For six years, Julie Valentine-Dunn worked as a part-time grocery checker, watching men with less seniority get better hours and shifts. Then one day, she asked a supervisor for a better job and was rudely rebuffed.
"I just got out the phone book and through tears, started calling lawyers," she recalled.Her efforts paid off Thursday when lawyers announced that her former employer, Lucky Stores Inc., had agreed to pay up to $107 million to settle claims from thousands of woman who say they got stuck in low-paying jobs.
It is the nation's second-largest settlement in a sex-discrimination lawsuit.
"This is a message that goes to every grocery store, that women are just as interested throughout this country in better-paying jobs," said Brad Seligman, a lawyer for the plaintiffs.
For Valentine-Dunn, a third-generation Lucky worker, it was a moment to savor. Among the 14,000 women who will share the settlement is her mother, now a checker. Her late grandfather was a Lucky janitor.
Lucky, while denying it broke civil rights laws, also agreed to change its personnel practices and goals for promoting women.
"Lucky now has the most progressive personnel policies in the supermarket industry," Roger D. Wilhelm, executive vice president and general manager of Lucky's Northern California division.
The settlement covers women who have worked at Lucky's 188 stores in Northern California in the past decade. It does not apply to the company's Southern California stores.
"This is a great day," said Diane Skillsky, a 21-year Lucky veteran who said she joined the class-action lawsuit after seeing her teenage son get training opportunities she was denied.

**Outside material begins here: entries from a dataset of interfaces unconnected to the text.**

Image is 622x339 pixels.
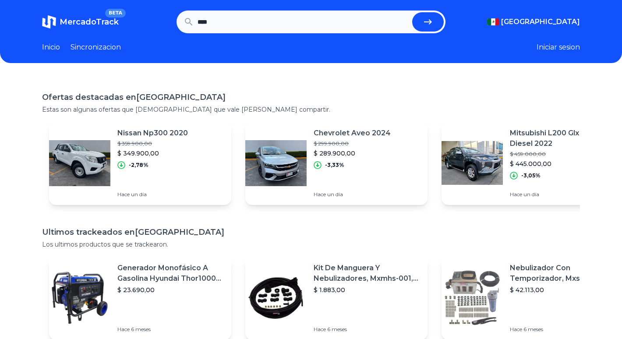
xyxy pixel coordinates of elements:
[487,18,499,25] img: Mexico
[245,132,306,194] img: Featured image
[117,191,188,198] p: Hace un día
[42,105,580,114] p: Estas son algunas ofertas que [DEMOGRAPHIC_DATA] que vale [PERSON_NAME] compartir.
[510,326,616,333] p: Hace 6 meses
[117,128,188,138] p: Nissan Np300 2020
[487,17,580,27] button: [GEOGRAPHIC_DATA]
[510,128,616,149] p: Mitsubishi L200 Glx 4x4 Diesel 2022
[117,285,224,294] p: $ 23.690,00
[510,191,616,198] p: Hace un día
[313,285,420,294] p: $ 1.883,00
[313,326,420,333] p: Hace 6 meses
[325,162,344,169] p: -3,33%
[313,191,391,198] p: Hace un día
[117,263,224,284] p: Generador Monofásico A Gasolina Hyundai Thor10000 P 11.5 Kw
[42,226,580,238] h1: Ultimos trackeados en [GEOGRAPHIC_DATA]
[501,17,580,27] span: [GEOGRAPHIC_DATA]
[49,132,110,194] img: Featured image
[521,172,540,179] p: -3,05%
[313,263,420,284] p: Kit De Manguera Y Nebulizadores, Mxmhs-001, 6m, 6 Tees, 8 Bo
[42,15,119,29] a: MercadoTrackBETA
[441,132,503,194] img: Featured image
[510,263,616,284] p: Nebulizador Con Temporizador, Mxswz-009, 50m, 40 Boquillas
[49,267,110,328] img: Featured image
[510,285,616,294] p: $ 42.113,00
[313,128,391,138] p: Chevrolet Aveo 2024
[117,326,224,333] p: Hace 6 meses
[60,17,119,27] span: MercadoTrack
[441,267,503,328] img: Featured image
[105,9,126,18] span: BETA
[42,42,60,53] a: Inicio
[129,162,148,169] p: -2,78%
[510,159,616,168] p: $ 445.000,00
[313,140,391,147] p: $ 299.900,00
[42,91,580,103] h1: Ofertas destacadas en [GEOGRAPHIC_DATA]
[42,15,56,29] img: MercadoTrack
[42,240,580,249] p: Los ultimos productos que se trackearon.
[245,267,306,328] img: Featured image
[510,151,616,158] p: $ 459.000,00
[49,121,231,205] a: Featured imageNissan Np300 2020$ 359.900,00$ 349.900,00-2,78%Hace un día
[117,149,188,158] p: $ 349.900,00
[70,42,121,53] a: Sincronizacion
[536,42,580,53] button: Iniciar sesion
[245,121,427,205] a: Featured imageChevrolet Aveo 2024$ 299.900,00$ 289.900,00-3,33%Hace un día
[313,149,391,158] p: $ 289.900,00
[117,140,188,147] p: $ 359.900,00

The award includes of $74.25 million in damages to be paid out to the women and $20 million to be spent over seven years improving personnel practices. Lucky will have to pay an additional $13 million if it doesn't comply.
Individual awards, to be paid out in 1995, will be based on seniority, with the average award totaling $5,000. Some women will get as much as $50,000.
The agreement is second only to a $240 million sex discrimination settlement won in 1992 against State Farm Insurance Cos.
Seligman's firm, Saperstein, Mayeda & Goldstein, which also handled the State Farm case, recently settled cases against the grocery stores of Albertsons, for $29.5 million, and Save Mart, for $6.5 million. It has a similar lawsuit pending against Safeway.
Valentine-Dunn, 33, of Madera, said she quit in 1987 because working conditions became intolerable. But now she wants her job back, in part because the good medical benefits would cover her four children.
But Valentine-Dunn said she was motivated by more than a better job.